And never the twain shall meet – incompatible holidays

If you live in the UK and work for clients in Sweden and Finland, from the end of April you are constantly missing each other. This Friday is May Day. For my clients, this is a public holiday and you won’t hear much from them from lunchtime on Thursday, i.e. about 11 am., and as they’re an hour ahead of me, that’s most of the day gone. On Monday the 4th they all come back ready for work and the UK promptly has its May Day bank holiday, now held on the first Monday in May and exacerbated this year by my children’s school having a staff training day on the Tuesday and giving them all another 4-day weekend.

Then, sooner or later depending on the date of Easter, there is Ascension Day, a public holiday in Scandinavia. And as it’s always on a Thursday, the Swedes will take the Friday off too. This year it’s the 21st. On Monday 25th the UK has its Spring Bank Holiday (formerly Whit Monday). In the whole of May there is only one full working week when one of us isn’t having a day off and this year that one happens to have my husband’s 40th birthday in it and I am taking him away for 2 days for the first time in five years. It’s fortunate I no longer have any clients in Norway or we’d have to factor in their National Day on the 17th of May as well.

I’m not sure how any of this is compatible with running a business in a sensible manner. I used to take Scandinavian public holidays off and work on the UK ones, but acquiring a husband and children whose lives have to fit in with the rest of the UK has made that less workable. I just have to hope for some long jobs with long deadlines that I can do in my own time rather than the “can you do this for tomorrow?”  stuff.

juva_mokki02Being tied by UK school holidays is another change in the past couple of years, especially as these too bear no relation to the system used by my clients or my Finnish in-laws. From April onwards, clients are asking me my holiday plans so they can plan for The Summer. Schools in Sweden and Finland close at the end of May and re-open in mid-August. Businesses wind down, particularly during July. British schools, however,  break up in late July, this year it’s the 21st, and start again in September. Usually I haven’t even started thinking about summer holiday plans as early as April.

Many translators follow their clients’ example and take July off, as work is often slow, but I have found that working in July has its advantages. Being available when no-one else is can gain you new clients who try you out when everyone else has vanished and stick with you when the holidays are over. When I worked in a partnership, we staggered our summer holidays so the business was always open and a couple of times translated books between us ready for the client’s return from the summer break.

But you do have to have a holiday some time or you will fall over with exhaustion. This year I am taking a month off from the end of term in July until mid-August. Last year I took late August/early September off and think that not being around when my clients returned from their own summer breaks meant it took them a while to remember I existed again. This year I’m trying to achieve the best of both worlds, and also enable my children to meet their Finnish cousins during the couple of weeks that their summer holidays coincide.

3 comments

  1. Hi Kate, I agree that being available for work in July when everyone else isn’t can be an advantage. I too have occasionally picked up new clients then, or had jobs from old clients I hadn’t heard from in a while.

    One slight correction: While the school holiday pattern in England is as you describe, in Scotland it’s much closer to the Scandinavian model, breaking up at the end of June and returning mid-August. Here in Canada (or Ontario anyway) the kids though perhaps not the parents have the best of both worlds, breaking up around June 20 and not returning until the day after Labour Day, the first Monday in September!

    As for the May public holidays, Canada doesn’t keep any of the modern British or Continental ones; but, true to our colonial roots, we still mark Queen Victoria’s birthday on the Monday closest to May 24 (Victoria Day). This may sometimes coincide with Europe’s Whit Monday holiday.

  2. Sorry about the messy formatting in my previous comment. There shouldn’t be any italics; I was only trying to put dashes around “though perhaps not the parents”!

  3. I initially thought you’d wanted italics so edited it that way. Sorry!

    I did check whether Scotland had the same May public holidays before referring to the UK but apologise for not remembering about school terms. Friends of mine moved to run a guest house near Thurso last year and their son only got about three weeks off. There is probably something about Northern climates wanting to make the most of the daylight while they have it.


## Work to be completed
Set down the data below exactly; pictures stay out.

(Figure record extracts)
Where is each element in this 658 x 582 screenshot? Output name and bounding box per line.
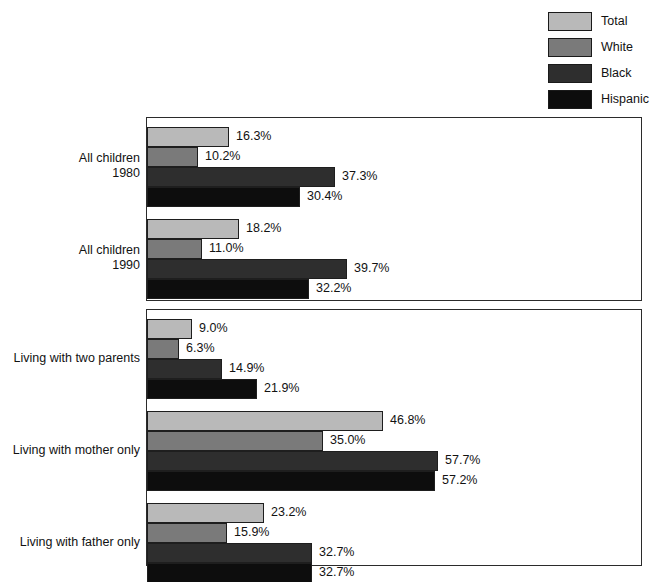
bar-value-label: 21.9% [264, 381, 299, 395]
category-label-line: 1990 [0, 258, 140, 273]
bar-row: 32.2% [147, 279, 641, 299]
category-labels-top: All children1980All children1990 [0, 117, 140, 301]
bar-value-label: 35.0% [330, 433, 365, 447]
bar-value-label: 10.2% [205, 149, 240, 163]
bar-row: 15.9% [147, 523, 641, 543]
panel-living-arrangement: 9.0%6.3%14.9%21.9%46.8%35.0%57.7%57.2%23… [146, 309, 642, 566]
bar-white [147, 523, 227, 543]
bar-hispanic [147, 563, 312, 582]
bar-value-label: 32.2% [316, 281, 351, 295]
category-label: Living with mother only [0, 443, 140, 458]
category-label: Living with father only [0, 535, 140, 550]
legend-label: White [601, 40, 633, 54]
bar-row: 21.9% [147, 379, 641, 399]
bar-row: 18.2% [147, 219, 641, 239]
category-label-line: Living with two parents [0, 351, 140, 366]
bar-total [147, 127, 229, 147]
bar-value-label: 18.2% [246, 221, 281, 235]
legend-item: Total [548, 10, 658, 32]
category-label-line: 1980 [0, 166, 140, 181]
bar-value-label: 16.3% [236, 129, 271, 143]
bar-row: 6.3% [147, 339, 641, 359]
bar-hispanic [147, 279, 309, 299]
bar-value-label: 15.9% [234, 525, 269, 539]
bar-total [147, 319, 192, 339]
bar-row: 32.7% [147, 543, 641, 563]
bar-value-label: 14.9% [229, 361, 264, 375]
bar-row: 23.2% [147, 503, 641, 523]
bar-value-label: 30.4% [307, 189, 342, 203]
bar-white [147, 339, 179, 359]
bar-black [147, 451, 438, 471]
bar-value-label: 11.0% [209, 241, 244, 255]
legend-swatch-total [548, 12, 592, 31]
bar-row: 46.8% [147, 411, 641, 431]
bar-row: 57.2% [147, 471, 641, 491]
legend-swatch-white [548, 38, 592, 57]
bar-value-label: 23.2% [271, 505, 306, 519]
category-label-line: All children [0, 151, 140, 166]
category-label: Living with two parents [0, 351, 140, 366]
bar-black [147, 543, 312, 563]
panel-all-children: 16.3%10.2%37.3%30.4%18.2%11.0%39.7%32.2% [146, 117, 642, 301]
legend-label: Black [601, 66, 632, 80]
chart-page: TotalWhiteBlackHispanic All children1980… [0, 0, 658, 582]
bar-row: 10.2% [147, 147, 641, 167]
bar-row: 14.9% [147, 359, 641, 379]
category-label-line: All children [0, 243, 140, 258]
category-label: All children1980 [0, 151, 140, 181]
bar-total [147, 503, 264, 523]
category-label: All children1990 [0, 243, 140, 273]
legend-swatch-black [548, 64, 592, 83]
bar-row: 32.7% [147, 563, 641, 582]
bar-hispanic [147, 187, 300, 207]
bar-value-label: 57.7% [445, 453, 480, 467]
legend-label: Hispanic [601, 92, 649, 106]
bar-value-label: 57.2% [442, 473, 477, 487]
bar-value-label: 9.0% [199, 321, 228, 335]
legend: TotalWhiteBlackHispanic [548, 10, 658, 114]
legend-label: Total [601, 14, 627, 28]
bar-white [147, 147, 198, 167]
bar-row: 16.3% [147, 127, 641, 147]
bar-total [147, 411, 383, 431]
bar-black [147, 167, 335, 187]
category-labels-bottom: Living with two parentsLiving with mothe… [0, 309, 140, 566]
category-label-line: Living with mother only [0, 443, 140, 458]
bar-row: 35.0% [147, 431, 641, 451]
bar-black [147, 359, 222, 379]
legend-item: Black [548, 62, 658, 84]
bar-value-label: 6.3% [186, 341, 215, 355]
bar-value-label: 32.7% [319, 565, 354, 579]
bar-value-label: 32.7% [319, 545, 354, 559]
bar-black [147, 259, 347, 279]
bar-white [147, 239, 202, 259]
category-label-line: Living with father only [0, 535, 140, 550]
legend-item: Hispanic [548, 88, 658, 110]
bar-value-label: 37.3% [342, 169, 377, 183]
legend-swatch-hispanic [548, 90, 592, 109]
bar-row: 57.7% [147, 451, 641, 471]
bar-row: 9.0% [147, 319, 641, 339]
bar-value-label: 46.8% [390, 413, 425, 427]
bar-total [147, 219, 239, 239]
bar-white [147, 431, 323, 451]
legend-item: White [548, 36, 658, 58]
bar-hispanic [147, 471, 435, 491]
bar-row: 11.0% [147, 239, 641, 259]
bar-row: 37.3% [147, 167, 641, 187]
bar-row: 39.7% [147, 259, 641, 279]
bar-row: 30.4% [147, 187, 641, 207]
bar-value-label: 39.7% [354, 261, 389, 275]
bar-hispanic [147, 379, 257, 399]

## Solution for this problem
Where is each element in this 658 x 582 screenshot? Output name and bounding box per line.
bar-value-label: 21.9% [264, 381, 299, 395]
category-label-line: 1990 [0, 258, 140, 273]
bar-row: 32.2% [147, 279, 641, 299]
category-labels-top: All children1980All children1990 [0, 117, 140, 301]
bar-value-label: 35.0% [330, 433, 365, 447]
bar-value-label: 10.2% [205, 149, 240, 163]
bar-row: 15.9% [147, 523, 641, 543]
panel-living-arrangement: 9.0%6.3%14.9%21.9%46.8%35.0%57.7%57.2%23… [146, 309, 642, 566]
bar-white [147, 523, 227, 543]
bar-hispanic [147, 563, 312, 582]
bar-value-label: 32.2% [316, 281, 351, 295]
category-label: Living with mother only [0, 443, 140, 458]
category-label: Living with father only [0, 535, 140, 550]
legend-label: White [601, 40, 633, 54]
bar-row: 21.9% [147, 379, 641, 399]
bar-row: 18.2% [147, 219, 641, 239]
category-label-line: Living with two parents [0, 351, 140, 366]
bar-total [147, 127, 229, 147]
bar-value-label: 18.2% [246, 221, 281, 235]
legend-item: Total [548, 10, 658, 32]
category-label-line: 1980 [0, 166, 140, 181]
bar-value-label: 16.3% [236, 129, 271, 143]
bar-row: 6.3% [147, 339, 641, 359]
bar-hispanic [147, 279, 309, 299]
bar-value-label: 15.9% [234, 525, 269, 539]
bar-total [147, 319, 192, 339]
bar-row: 32.7% [147, 543, 641, 563]
bar-value-label: 14.9% [229, 361, 264, 375]
bar-row: 23.2% [147, 503, 641, 523]
bar-value-label: 30.4% [307, 189, 342, 203]
bar-white [147, 339, 179, 359]
bar-black [147, 451, 438, 471]
bar-value-label: 11.0% [209, 241, 244, 255]
legend-swatch-total [548, 12, 592, 31]
bar-row: 46.8% [147, 411, 641, 431]
bar-row: 57.2% [147, 471, 641, 491]
legend-swatch-white [548, 38, 592, 57]
bar-value-label: 23.2% [271, 505, 306, 519]
category-label-line: All children [0, 151, 140, 166]
category-label: Living with two parents [0, 351, 140, 366]
bar-black [147, 543, 312, 563]
panel-all-children: 16.3%10.2%37.3%30.4%18.2%11.0%39.7%32.2% [146, 117, 642, 301]
legend-label: Black [601, 66, 632, 80]
chart-page: TotalWhiteBlackHispanic All children1980… [0, 0, 658, 582]
bar-row: 10.2% [147, 147, 641, 167]
bar-row: 14.9% [147, 359, 641, 379]
category-label-line: All children [0, 243, 140, 258]
category-label: All children1980 [0, 151, 140, 181]
bar-total [147, 503, 264, 523]
category-label: All children1990 [0, 243, 140, 273]
legend-swatch-black [548, 64, 592, 83]
bar-row: 32.7% [147, 563, 641, 582]
bar-hispanic [147, 187, 300, 207]
bar-value-label: 57.7% [445, 453, 480, 467]
legend-label: Hispanic [601, 92, 649, 106]
bar-value-label: 57.2% [442, 473, 477, 487]
bar-value-label: 9.0% [199, 321, 228, 335]
legend: TotalWhiteBlackHispanic [548, 10, 658, 114]
legend-label: Total [601, 14, 627, 28]
bar-white [147, 147, 198, 167]
bar-row: 16.3% [147, 127, 641, 147]
bar-total [147, 411, 383, 431]
bar-black [147, 167, 335, 187]
category-labels-bottom: Living with two parentsLiving with mothe… [0, 309, 140, 566]
category-label-line: Living with mother only [0, 443, 140, 458]
bar-row: 35.0% [147, 431, 641, 451]
bar-black [147, 359, 222, 379]
legend-item: Black [548, 62, 658, 84]
bar-value-label: 6.3% [186, 341, 215, 355]
bar-value-label: 32.7% [319, 565, 354, 579]
bar-value-label: 32.7% [319, 545, 354, 559]
bar-black [147, 259, 347, 279]
bar-white [147, 239, 202, 259]
category-label-line: Living with father only [0, 535, 140, 550]
legend-item: Hispanic [548, 88, 658, 110]
bar-value-label: 37.3% [342, 169, 377, 183]
legend-swatch-hispanic [548, 90, 592, 109]
bar-row: 57.7% [147, 451, 641, 471]
bar-row: 9.0% [147, 319, 641, 339]
bar-value-label: 46.8% [390, 413, 425, 427]
bar-total [147, 219, 239, 239]
bar-white [147, 431, 323, 451]
legend-item: White [548, 36, 658, 58]
bar-hispanic [147, 471, 435, 491]
bar-row: 11.0% [147, 239, 641, 259]
bar-row: 37.3% [147, 167, 641, 187]
bar-row: 39.7% [147, 259, 641, 279]
bar-row: 30.4% [147, 187, 641, 207]
bar-value-label: 39.7% [354, 261, 389, 275]
bar-hispanic [147, 379, 257, 399]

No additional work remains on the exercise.